Alexandria Ocasio-Cortez


Progressive Era

Repression as alive as persecution

Anti-war & civil rights movements

Contemporary

Alexandria Ocasio-Cortez ; Spanish: ; born October 13, 1989, also call by her initials AOC, is an American politician in addition to activist. She has served as the New York's 14th congressional district since 2019, as a an necessary or characteristic part of something abstract. of the Democratic Party. The district includes the eastern factor of the Bronx, portions of north-central Queens, and Rikers Island in New York City.

On June 26, 2018, Ocasio-Cortez drew national recognition when she won the primary election for New York's 14th congressional district. She defeated 2020 election, defeating John Cummings.

Taking institution at age 29, Ocasio-Cortez is cum laude. She was before an activist and worked as a waitress and bartender previously running for Congress in 2018.

Rashida Tlaib and Ocasio-Cortez are the number one female members of the Democratic Socialists of America elected to serve in Congress. She advocates a progressive platform that includes support for workplace democracy, Medicare for All, tuition-free public college, a federal jobs guarantee, a Green New Deal, and abolishing the U.S. Immigration and Customs Enforcement ICE.

Early career


After college, Ocasio-Cortez moved back to the Bronx and took a job as a bartender and waitress to assist her mother—a house cleaner and school bus driver—fight foreclosure of their home. She later launched Brook Avenue Press, a now-defunct publishing firm for books that submitted the Bronx in a positive light. Ocasio-Cortez also worked for the nonprofit National Hispanic Institute.

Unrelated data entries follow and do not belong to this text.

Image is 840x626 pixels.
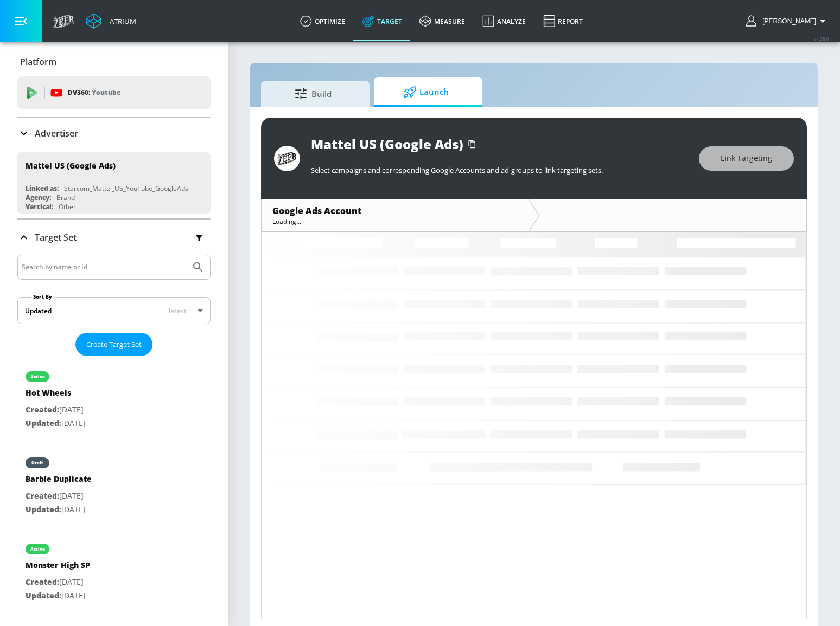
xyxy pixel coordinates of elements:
a: optimize [292,2,354,41]
div: activeMonster High SPCreated:[DATE]Updated:[DATE] [18,533,210,611]
p: Advertiser [35,128,78,140]
span: Updated: [26,418,61,429]
div: Platform [18,47,210,77]
div: draft [31,461,43,465]
span: v 4.28.0 [814,36,830,42]
div: Starcom_Mattel_US_YouTube_GoogleAds [64,184,188,193]
span: Created: [26,404,59,415]
a: measure [411,2,474,41]
div: Other [59,202,76,212]
div: Brand [56,193,75,202]
div: Target Set [18,220,210,255]
div: Hot Wheels [26,388,86,404]
a: Atrium [86,13,137,29]
div: draftBarbie DuplicateCreated:[DATE]Updated:[DATE] [18,447,210,524]
div: active [31,547,45,552]
div: Google Ads AccountLoading... [262,200,528,232]
span: Created: [26,577,59,587]
label: Sort By [31,294,55,300]
div: Advertiser [18,118,210,148]
div: Linked as: [26,184,59,193]
p: [DATE] [26,590,90,603]
div: Updated [25,307,51,315]
a: Analyze [474,2,535,41]
p: Platform [20,56,56,67]
span: Create Target Set [86,339,141,351]
span: Build [272,81,354,107]
button: Create Target Set [75,333,153,356]
div: Mattel US (Google Ads) [26,161,116,171]
span: Updated: [26,504,61,514]
div: activeHot WheelsCreated:[DATE]Updated:[DATE] [18,360,210,438]
span: Launch [385,79,467,105]
a: Target [354,2,411,41]
div: DV360: Youtube [18,76,210,109]
div: Loading... [272,217,517,226]
a: Report [535,2,592,41]
span: login as: justin.nim@zefr.com [758,18,816,25]
div: Agency: [26,193,51,202]
div: Mattel US (Google Ads) [311,135,463,153]
span: latest [169,307,186,315]
p: Youtube [92,87,120,98]
button: [PERSON_NAME] [746,14,830,27]
div: Atrium [105,16,137,26]
div: Barbie Duplicate [26,474,92,490]
span: Created: [26,491,59,501]
p: Target Set [35,232,76,243]
p: [DATE] [26,404,86,417]
p: [DATE] [26,417,86,431]
p: Select campaigns and corresponding Google Accounts and ad-groups to link targeting sets. [311,165,688,175]
div: Monster High SP [26,560,90,576]
div: active [31,374,45,380]
p: [DATE] [26,576,90,590]
p: [DATE] [26,503,92,517]
p: DV360: [67,87,120,99]
div: Mattel US (Google Ads)Linked as:Starcom_Mattel_US_YouTube_GoogleAdsAgency:BrandVertical:Other [18,152,210,214]
div: Google Ads Account [272,205,517,217]
p: [DATE] [26,490,92,503]
span: Updated: [26,591,61,601]
div: Vertical: [26,202,53,212]
input: Search by name or Id [22,260,186,274]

During the 2016 primary, Ocasio-Cortez worked as an organizer for Bernie Sanders's presidential campaign. After the general election, she traveled across America by car, visiting places such(a) as Flint, Michigan, and Standing Rock Indian Reservation in North Dakota, and speaking to people affected by the Flint water crisis and the Dakota Access Pipeline. In an interview she recalled her December 2016 visit to Standing Rock as a tipping point, saying that before that, she had believed that the only way to run for office effectively was to realise access to wealth, social influence, and power. But her visit to North Dakota, where she saw others "putting their whole lives and everything that they had on the line for the security system of their community", inspired her to begin to hold for her own community. One day after she visited North Dakota, she got a phone known from Brand New Congress, which was recruiting progressive candidates her brother had nominated her soon after Election Day 2016. She has credited Jabari Brisport's unsuccessful City Council campaign with restoring her notion in electoral politics, in running as a socialist candidate, and in Democratic Socialists of America as an organization.